Sophisticated cybercriminals try to infect your machine by using artificial intelligence and malicious video and photo generators.
Since artificial intelligence and the creation of videos and photos over text have become fashionable, cybercriminals have wasted no time trying to use them to infect you with malware.
The reason for fake AI image and video generators that ask you to download their app but hides Lumma Stealer and AMOS malware that steals information related to credentials and cryptocurrency wallets.
Lumma Stealer is Windows malware and AMOS is for macOS, but both steal cryptocurrency wallets and cookies, credentials, passwords, credit cards and browsing history from Google Chrome, Microsoft Edge, Mozilla Firefox and other programs Chromium browser.
The strange thing is that these sites are advertised on X but also promoted in search results which means that someone is paying for it and some company just takes the money and doesn't sweat it.
A prime example is the editproai[.]pro and editproai[.]org sites discovered by cyber security researcher g0njxa, which have a professional look and make visitors think and feel that they are legitimate.
See how they advertise on X
https://x.com/ewilkins0711/status/1857467473240699138
However, clicking the “Download Now” links will download an executable pretending to be the EditProAI application. For Windows users, the file is named “Edit-ProAI-Setup-newest_release.exe” [VirusTotal] and for macOS, it is called “EditProAi_v.4.36.dmg” [VirusTotal].
If you have downloaded this program in the past, you should consider all your saved passwords, cryptocurrency wallets and authentications compromised and you should change them immediately with unique passwords on every website you visit.
You should also enable multi-factor authentication on all sensitive websites, such as cryptocurrency exchanges, online banking, email services, and financial services.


■ **WHAT THE TASK REQUIRES**:
Print all of the data exactly, but drop the pictures.

■ **DATA SHOWN**:
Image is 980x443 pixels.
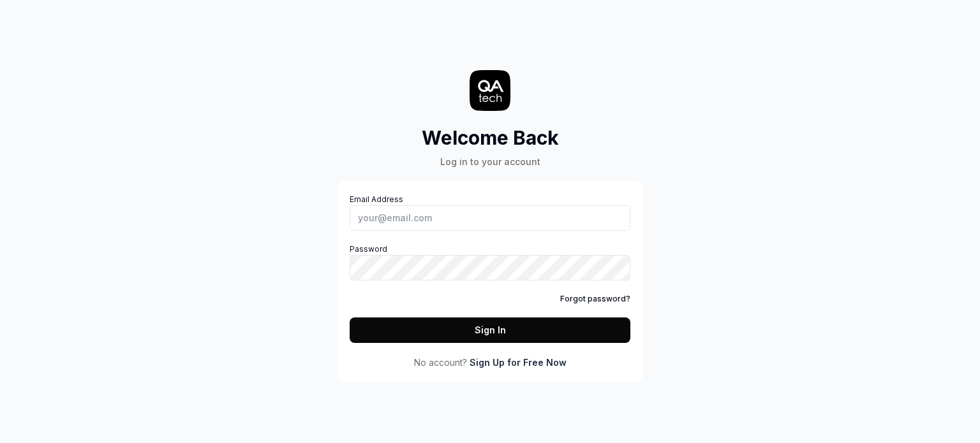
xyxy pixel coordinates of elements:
button: Sign In [349,318,630,344]
a: Forgot password? [560,293,630,305]
div: Log in to your account [421,155,559,168]
label: Password [349,244,630,281]
label: Email Address [349,194,630,231]
a: Sign Up for Free Now [469,356,567,369]
input: Password [349,255,630,281]
input: Email Address [349,206,630,231]
span: No account? [414,356,466,369]
h2: Welcome Back [421,124,559,153]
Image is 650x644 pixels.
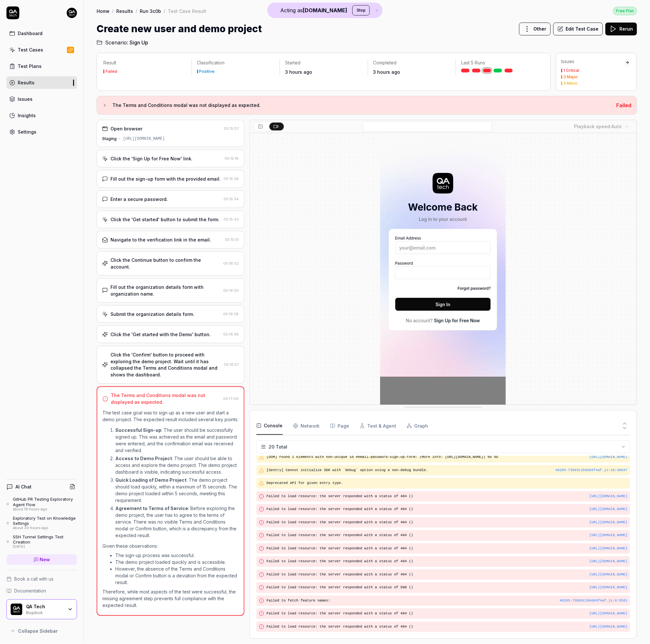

■ **ANSWER TO THE EXERCISE**:
Image is 980x443 pixels.
xyxy pixel coordinates of elements:
button: Sign In [349,318,630,344]
a: Forgot password? [560,293,630,305]
div: Log in to your account [421,155,559,168]
label: Password [349,244,630,281]
label: Email Address [349,194,630,231]
a: Sign Up for Free Now [469,356,567,369]
input: Password [349,255,630,281]
input: Email Address [349,206,630,231]
span: No account? [414,356,466,369]
h2: Welcome Back [421,124,559,153]
Image is 650x644 pixels.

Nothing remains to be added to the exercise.